Recall that we're supposed to be conserving water. Now consider what happened a couple of weeks ago when Rep. Paul Weissmann, a bartender from Louisvlle, introduced a bill that might have saved some water.

It seems that in certain real-estate developments, Highlands Ranch among them, there are restrictive covenants which require homeowners to maintain thirsty bluegrass lawns.

Weissmann's bill, HB-1120, provided that Any restrictive covenant or amendment thereto that prohibits or limits the use of xeriscape or that requires cultivated vegetation to include turf grass is hereby declared contrary to public policy and on that basis shall be void and unenforceable.

Basically, it empowered property owners. The local Covenant Enforcement Committee might be able to silence your wind chimes, seize your plastic flowers or remove your offensive clothesline, but you would be able to plant fescue or buffalo grass, if you were so inclined.

Weissmann's bill didn't mandate sensible foliage -- it just allowed you to plant it, even if that violated a restrictive covenant adopted back when Colorado had enough water for such conspicuous consumption.

Who could be against letting people plant lawns that use less water? Rep. Ted Harvey, a Republican from Highlands Ranch: Philosophically, I don't believe it's the state's role to get involved in this. It's a decision made by private landowners.

That statement falls somewhere beyond stupid. Weissmann's bill would have given private landowners more power to make decisions. As for whether it's part of the state's role, our constitution says the waters of Colorado belong to the people -- who presumably act through the state government.

Weissmann's water-saving bill was tabled indefinitely by a committee. The vote was 8-5, right along party lines.
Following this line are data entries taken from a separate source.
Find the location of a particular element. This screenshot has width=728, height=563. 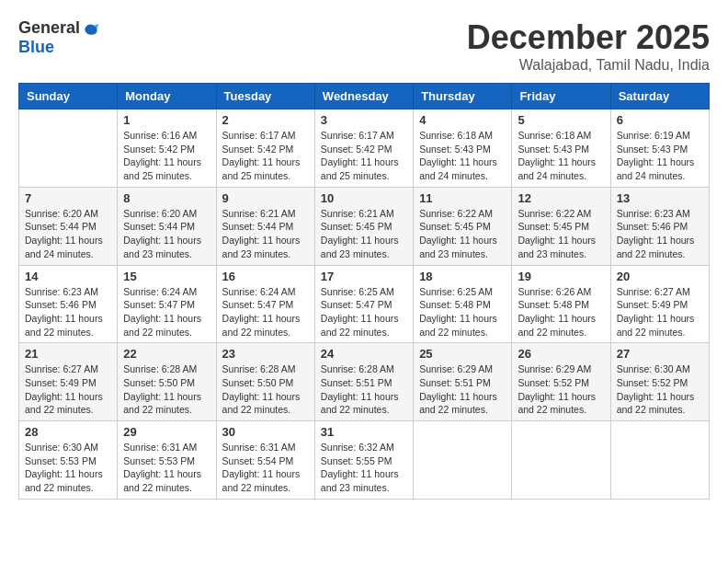

weekday-header-thursday: Thursday is located at coordinates (463, 97).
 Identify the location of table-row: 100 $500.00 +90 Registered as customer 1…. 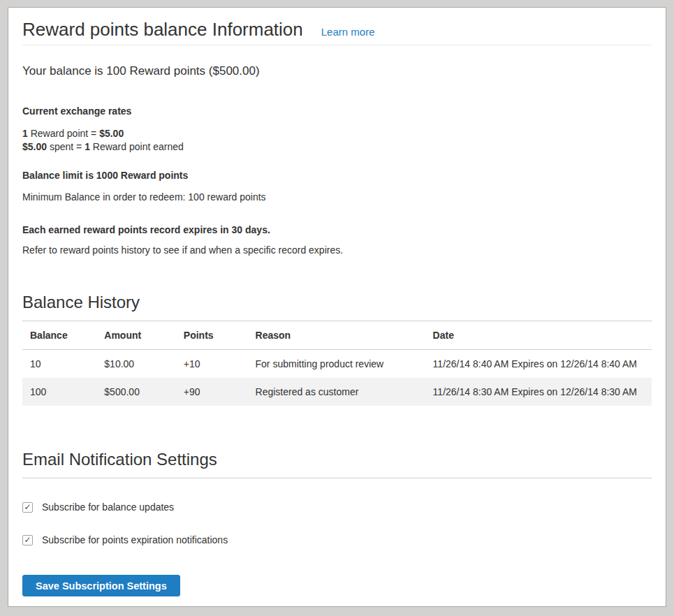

So much for saving water -- we've just learned that, in the eyes of Colorado Republicans, it's more important that all lawns in certain developments retain the proper shade and density of green, drought or no drought.

We'll learn more in the near future, since Weissmann has just introduced another bill that applies common sense to water in Colorado.

Scattered around our state are more than 50 entities known as water conservancy districts. Some of them are major enterprises, like Northern Colorado WCD (operates the Colorado-Big Thompson project) and Southeastern Colorado WCD (operates the Fryingpan-Arkansas project). Some don't do much of anything, and others enable sprawl by supplying water to rural subdivisions.

But they all have something in common. They collect taxes and operate in the name of the public -- but they are not accountable to the public. Their boards are not elected; they're appointed by district-court judges.

(To be precise, almost all directors are appointed by judges. It is possible to petition for an election, which has happened five or six times since statehood.)

HB 1195, sponsored by Weissmann in the House and Ken Gordon in the Senate, would make water conservancy districts operate like other special districts in Colorado -- with elected boards accountable to the public.

Granted, that's no guarantee of perfection. We elect school boards, then discover school districts in major financial trouble, and the same might be said about hospital districts, fire-protection districts, sanitation districts and the like. But at least the power is in the hands of voting citizens, not appointed judges, and we can clean house when we deem it appropriate.

It's safe to predict that this bill will be killed by our Republican legislature. Even so, it's fun to speculate about what reasons they will provide.

Will they tell us, as former Sen. Fred Anderson of Loveland once did, that if you require people to run for offices, then there are good people do not want to go through that process?

Or will they claim that water is just too important to be left to the masses, who can't even be entrusted with the power to plant fescue in certain subdivisions.

Perhaps they'll just say that they're happy with having judges appoint the President of the U.S., and so they don't see a problem with water conservancy district directors.

Whatever excuse they come up with this time around, we can be sure of one thing. We'll learn what they really think about us.